Album Review: Tame Impala – Innerspeaker

[Modular; 2010]

I’ve always heard people describe Innerspeaker, the debut LP from mind-altering Australian rockers Tame Impala, by comparing it with something else. To be sure, when this many references inform an album, you’re bound to pick up on at least some of them: you’ve got the crunchy Amnesiac-era Radiohead on “Desire Be Desire Go,” the Sgt. Pepper’s pep of “Solitude is Bliss” (on which singer Kevin Parker’s vocal similarity to John Lennon is most apparent), the two-chord garage rock beginning of “Lucidity,” the prog-rock leanings of early Yes, the Pink Floyd spoken-word backdrops in and the thrusting arena-rock beats and power chords “I Don’t Really Mind,” just to name a few. Indeed, every song on Innerspeaker can be appreciated as a reflection on the drifting transformations of latter-twentieth-century classic rock, from the Beatles to Bear Quartet.

But what impresses me most here is the album’s ability to occupy its own expansive, singular place. You really can judge this album by its trippy cover, which takes a fairly common landscape portrait and morphs it only slightly, stretching the sky to a distant horizon and looping the forest scene below in an act of self-aware photoshopping. The psychedelic visual tropes on display suggest the spaced-out guitar jams and harmonized vocal reverb of classic psych-rock, but the eighties-sci-fi font hints at a more synthesized and contemporary sound. On Innerspeaker, these styles work together to create a unique sound unafraid to come into its own beneath a canopy of influences.

The spacious hooks found in songs like opener “It Is Not Meant to Be” would surely make for a delightful concert experience; but as with most psychedelic bands worth their weight in hash, Tame Impala’s music is meant for the solitary experience of headphone listening. Only then do they hazy layers of music and rhythm come into focus: cymbal peals, blissed-out vocal effects, mod-rock organs, and even delicately applied Sega Genesis noises (on tracks like “Expectations,” “Bold Arrow of Time,” and “I Don’t Really Mind”) all elevate this album beyond the dismissive “guitar-driven” label.

Singer/songwriter Kevin Parker revels in this cornucopia of sound—it’s the antidote to the social alienation he describes in his lyrics. Among other things, this album is an ode to solitude, most clearly evidenced in the appropriately-titled “Solitude is Bliss,” on which he admits that “movement doesn’t flow quite like it does when I’m alone.” On “It Is Not Meant To Be,” Parker encounters the girl of his dreams; rather than be with her, however, “in all honesty” he’s “happy just to watch her move.” On “Desire Be Desire Go,” he asks the classic recluse’s question: “Dare I face the real world?” On “Expectations,” Parker is his most devastatingly honest when he dreams that he will “escape. I’ll never ever have to see another disappointed face, no one to please. Every now and then, it feels like in all of the universe, there is nobody for me.” But the riff that follows these lines is far from sad—it’s the subtly shifting, mechanically beckoning sound of someone happily zoning out.

The melodies on Innerspeaker capture the lyrics’ sense of detachment. Parker isn’t lonely, because loneliness implies dissatisfaction. And unlike, say, Syd Barrett, Parker’s isolation isn’t the result of mental deterioration; he may be wary of social contact, but he builds up no walls to keep people out. The spirit of the album is one of someone discovering the depths of his senses, of someone wandering through a record shop and trying the different genres on, mixing and matching styles as though he were modeling clothing. But nothing ever clashes; the varied elements of these songs don’t compete but rather harmonize, working together to emanate an effortless, dreamlike vibe, a “chill” record if ever there was one. The end product is a work that reveals both musical knowledge on the part of its creators as well as Parker’s predilection for time spent alone. Of course, he’s only alone in relation to other people; music this rich in detail and polyphony can only come from people who see themselves as small parts of an infinitely exotic and wonderful environment—people who actually never feel forsaken. Innerspeaker celebrates, above all else, itself. And it has every right to.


[THE PROBLEM] Copy the entries that appear below in full, leaving out any picture among them.

** MATERIALS PROVIDED follows **

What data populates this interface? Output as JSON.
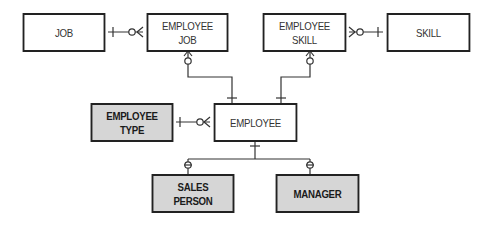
{
  "diagram": {
    "type": "entity-relationship",
    "entities": [
      {
        "id": "job",
        "label": "JOB",
        "shaded": false
      },
      {
        "id": "employee_job",
        "label": "EMPLOYEE\nJOB",
        "shaded": false
      },
      {
        "id": "employee_skill",
        "label": "EMPLOYEE\nSKILL",
        "shaded": false
      },
      {
        "id": "skill",
        "label": "SKILL",
        "shaded": false
      },
      {
        "id": "employee_type",
        "label": "EMPLOYEE\nTYPE",
        "shaded": true
      },
      {
        "id": "employee",
        "label": "EMPLOYEE",
        "shaded": false
      },
      {
        "id": "sales_person",
        "label": "SALES\nPERSON",
        "shaded": true
      },
      {
        "id": "manager",
        "label": "MANAGER",
        "shaded": true
      }
    ],
    "relationships": [
      {
        "from": "job",
        "to": "employee_job",
        "from_cardinality": "one",
        "to_cardinality": "zero-or-many"
      },
      {
        "from": "skill",
        "to": "employee_skill",
        "from_cardinality": "one",
        "to_cardinality": "zero-or-many"
      },
      {
        "from": "employee",
        "to": "employee_job",
        "from_cardinality": "one",
        "to_cardinality": "zero-or-many"
      },
      {
        "from": "employee",
        "to": "employee_skill",
        "from_cardinality": "one",
        "to_cardinality": "zero-or-many"
      },
      {
        "from": "employee_type",
        "to": "employee",
        "from_cardinality": "one",
        "to_cardinality": "zero-or-many"
      },
      {
        "from": "employee",
        "to": "sales_person",
        "from_cardinality": "one",
        "to_cardinality": "zero-or-one"
      },
      {
        "from": "employee",
        "to": "manager",
        "from_cardinality": "one",
        "to_cardinality": "zero-or-one"
      }
    ],
    "colors": {
      "line": "#333333",
      "shaded_fill": "#d6d6d6",
      "plain_fill": "#ffffff"
    }
  }
}
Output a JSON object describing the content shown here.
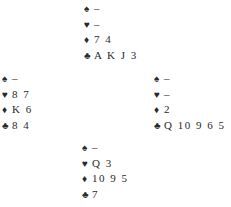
{
  "diagram": {
    "type": "bridge-deal",
    "suit_symbols": {
      "spades": "♠",
      "hearts": "♥",
      "diamonds": "♦",
      "clubs": "♣"
    },
    "hands": {
      "north": {
        "spades": "–",
        "hearts": "–",
        "diamonds": "7 4",
        "clubs": "A K J 3"
      },
      "west": {
        "spades": "–",
        "hearts": "8 7",
        "diamonds": "K 6",
        "clubs": "8 4"
      },
      "east": {
        "spades": "–",
        "hearts": "–",
        "diamonds": "2",
        "clubs": "Q 10 9 6 5"
      },
      "south": {
        "spades": "–",
        "hearts": "Q 3",
        "diamonds": "10 9 5",
        "clubs": "7"
      }
    }
  }
}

** End of MATERIALS PROVIDED **

[FINAL ANSWER]
What data populates this interface? Output as JSON.
{
  "diagram": {
    "type": "entity-relationship",
    "entities": [
      {
        "id": "job",
        "label": "JOB",
        "shaded": false
      },
      {
        "id": "employee_job",
        "label": "EMPLOYEE\nJOB",
        "shaded": false
      },
      {
        "id": "employee_skill",
        "label": "EMPLOYEE\nSKILL",
        "shaded": false
      },
      {
        "id": "skill",
        "label": "SKILL",
        "shaded": false
      },
      {
        "id": "employee_type",
        "label": "EMPLOYEE\nTYPE",
        "shaded": true
      },
      {
        "id": "employee",
        "label": "EMPLOYEE",
        "shaded": false
      },
      {
        "id": "sales_person",
        "label": "SALES\nPERSON",
        "shaded": true
      },
      {
        "id": "manager",
        "label": "MANAGER",
        "shaded": true
      }
    ],
    "relationships": [
      {
        "from": "job",
        "to": "employee_job",
        "from_cardinality": "one",
        "to_cardinality": "zero-or-many"
      },
      {
        "from": "skill",
        "to": "employee_skill",
        "from_cardinality": "one",
        "to_cardinality": "zero-or-many"
      },
      {
        "from": "employee",
        "to": "employee_job",
        "from_cardinality": "one",
        "to_cardinality": "zero-or-many"
      },
      {
        "from": "employee",
        "to": "employee_skill",
        "from_cardinality": "one",
        "to_cardinality": "zero-or-many"
      },
      {
        "from": "employee_type",
        "to": "employee",
        "from_cardinality": "one",
        "to_cardinality": "zero-or-many"
      },
      {
        "from": "employee",
        "to": "sales_person",
        "from_cardinality": "one",
        "to_cardinality": "zero-or-one"
      },
      {
        "from": "employee",
        "to": "manager",
        "from_cardinality": "one",
        "to_cardinality": "zero-or-one"
      }
    ],
    "colors": {
      "line": "#333333",
      "shaded_fill": "#d6d6d6",
      "plain_fill": "#ffffff"
    }
  }
}
Output a JSON object describing the content shown here.
{
  "diagram": {
    "type": "bridge-deal",
    "suit_symbols": {
      "spades": "♠",
      "hearts": "♥",
      "diamonds": "♦",
      "clubs": "♣"
    },
    "hands": {
      "north": {
        "spades": "–",
        "hearts": "–",
        "diamonds": "7 4",
        "clubs": "A K J 3"
      },
      "west": {
        "spades": "–",
        "hearts": "8 7",
        "diamonds": "K 6",
        "clubs": "8 4"
      },
      "east": {
        "spades": "–",
        "hearts": "–",
        "diamonds": "2",
        "clubs": "Q 10 9 6 5"
      },
      "south": {
        "spades": "–",
        "hearts": "Q 3",
        "diamonds": "10 9 5",
        "clubs": "7"
      }
    }
  }
}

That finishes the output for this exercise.